The Importance of Dating
Today on The Pragmatic Historian, we’re going to discuss dating advice.
Lest you think this has suddenly become a venue along the lines of Emily Post, Miss Manners or Tinder, let me put your mind at ease. Dating in the context of history is more mundane than building a relationship with a potential romantic partner but, I’d argue, no less important.
In my post History in Numbers, where I discuss the history found in financial statements, one of the key elements I touch upon in following financial transactions is the date on which they occurred. It’s how you know whether a particular slice of pizza you bought at your favorite convenience store is from Monday of last week or Thursday of this week. The date of purchase tells you when the final payment of a 20-year mortgage will be due or how long your washing machine’s warranty will last. (Within a month of the warranty expiring is when your washing machine will irreparably break down and you’ll have to replace it, guaranteed. 🙂 )
Dating individual transactions is critical to creating financial statements (Profit & Loss, Balance Sheets, etc.), which show a conglomerate of financial transactions during a set period of time. If you don’t have the dates, you don’t have financial statements.
Dates Provide Context
But dates in history are not just crucial for financial documents. They provide context for everything else, too. Dating newspapers, books, ledgers, photos, maps, brochures, blog posts and tweets help us reconstruct history. The date a human being enters the world will affect numerous other events in her or his life.

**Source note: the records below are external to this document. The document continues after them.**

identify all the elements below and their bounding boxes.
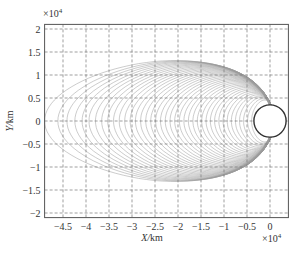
trajectory-chart: −4.5−4−3.5−3−2.5−2−1.5−1−0.50 21.510.50−… bbox=[0, 0, 296, 255]
x-tick-label: −3 bbox=[127, 221, 138, 232]
x-axis-ticks: −4.5−4−3.5−3−2.5−2−1.5−1−0.50 bbox=[54, 221, 273, 232]
y-exponent-label: ×104 bbox=[43, 7, 63, 19]
x-tick-label: −1 bbox=[219, 221, 230, 232]
figure-caption-faded bbox=[0, 244, 296, 255]
x-exponent-label: ×104 bbox=[262, 232, 282, 244]
y-tick-label: 2 bbox=[36, 24, 41, 35]
central-body bbox=[254, 105, 286, 137]
y-tick-label: 0.5 bbox=[28, 93, 41, 104]
y-tick-label: −1 bbox=[30, 162, 41, 173]
y-tick-label: −0.5 bbox=[22, 139, 40, 150]
x-tick-label: −4.5 bbox=[54, 221, 72, 232]
y-tick-label: −1.5 bbox=[22, 185, 40, 196]
x-tick-label: −1.5 bbox=[192, 221, 210, 232]
y-tick-label: 1.5 bbox=[28, 47, 41, 58]
y-axis-label: Y/km bbox=[4, 110, 15, 131]
x-tick-label: −0.5 bbox=[238, 221, 256, 232]
y-tick-label: −2 bbox=[30, 208, 41, 219]
x-tick-label: −3.5 bbox=[100, 221, 118, 232]
y-axis-ticks: 21.510.50−0.5−1−1.5−2 bbox=[22, 24, 40, 219]
x-tick-label: −2.5 bbox=[146, 221, 164, 232]
y-tick-label: 0 bbox=[36, 116, 41, 127]
x-axis-label: X/km bbox=[140, 232, 163, 243]
y-tick-label: 1 bbox=[36, 70, 41, 81]
central-body-circle bbox=[254, 105, 286, 137]
grid-lines bbox=[45, 24, 289, 217]
x-tick-label: −4 bbox=[81, 221, 92, 232]
x-tick-label: −2 bbox=[173, 221, 184, 232]
x-tick-label: 0 bbox=[268, 221, 273, 232]
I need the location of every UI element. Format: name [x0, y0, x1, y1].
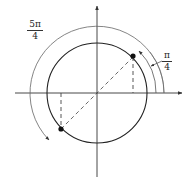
- label-five-pi-over-4-numerator: 5π: [27, 20, 43, 29]
- point-5pi-over-4: [58, 126, 63, 131]
- point-pi-over-4: [130, 53, 135, 58]
- label-five-pi-over-4: 5π 4: [27, 20, 43, 41]
- label-five-pi-over-4-denominator: 4: [27, 32, 43, 41]
- label-pi-over-4-denominator: 4: [162, 63, 172, 72]
- label-pi-over-4-numerator: π: [162, 51, 172, 60]
- label-pi-over-4: π 4: [162, 51, 172, 72]
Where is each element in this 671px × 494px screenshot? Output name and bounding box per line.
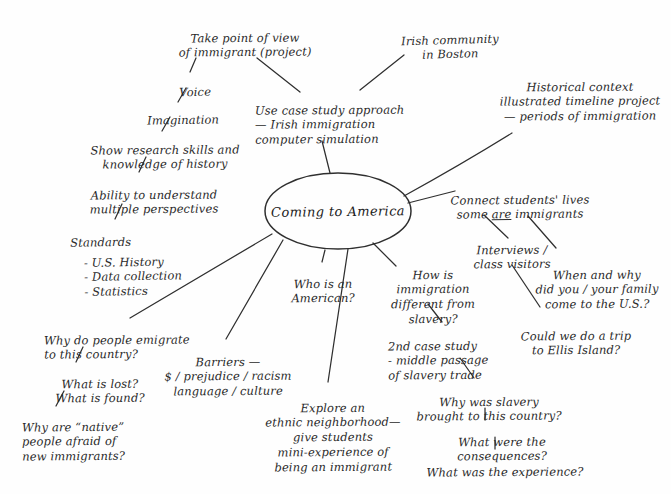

When three-dimensional artifacts are offered to a museum for the collection, among the first questions asked of donors is, “When was this made or used?” Many three-dimensional items come without precise dates and if the donor doesn’t have this information, museum staff have to do our best to identify where a piece fits in the timeline of history. If we can’t figure this out, we use the term “circa” (shortened to “c.”) and provide a date range (c. 1890-1920) for the artifact.
Newspapers, because they deal in current events, are consistent daters. Maps and map makers, not so much. I can’t tell you how many maps I’ve run across without dates. It’s as though map makers assume the geography, geopolitical boundaries, and place names won’t ever change.
Engage in Regular Dating
Through my work at a museum, I have become obsessed with dating. Every document I create, I include the date. If I change a document, I update the date.
When making photocopies of historical resources for researchers, I write the date with the rest of the source citation on the copy, whether a researcher wants it or not. We have received too many news clippings without dates and I don’t want others to experience my frustration at finding copies of undated resources. It’s why I date every page of my journals and notebooks. What if a page gets ripped out?
For the love of history, please engage in regular dating.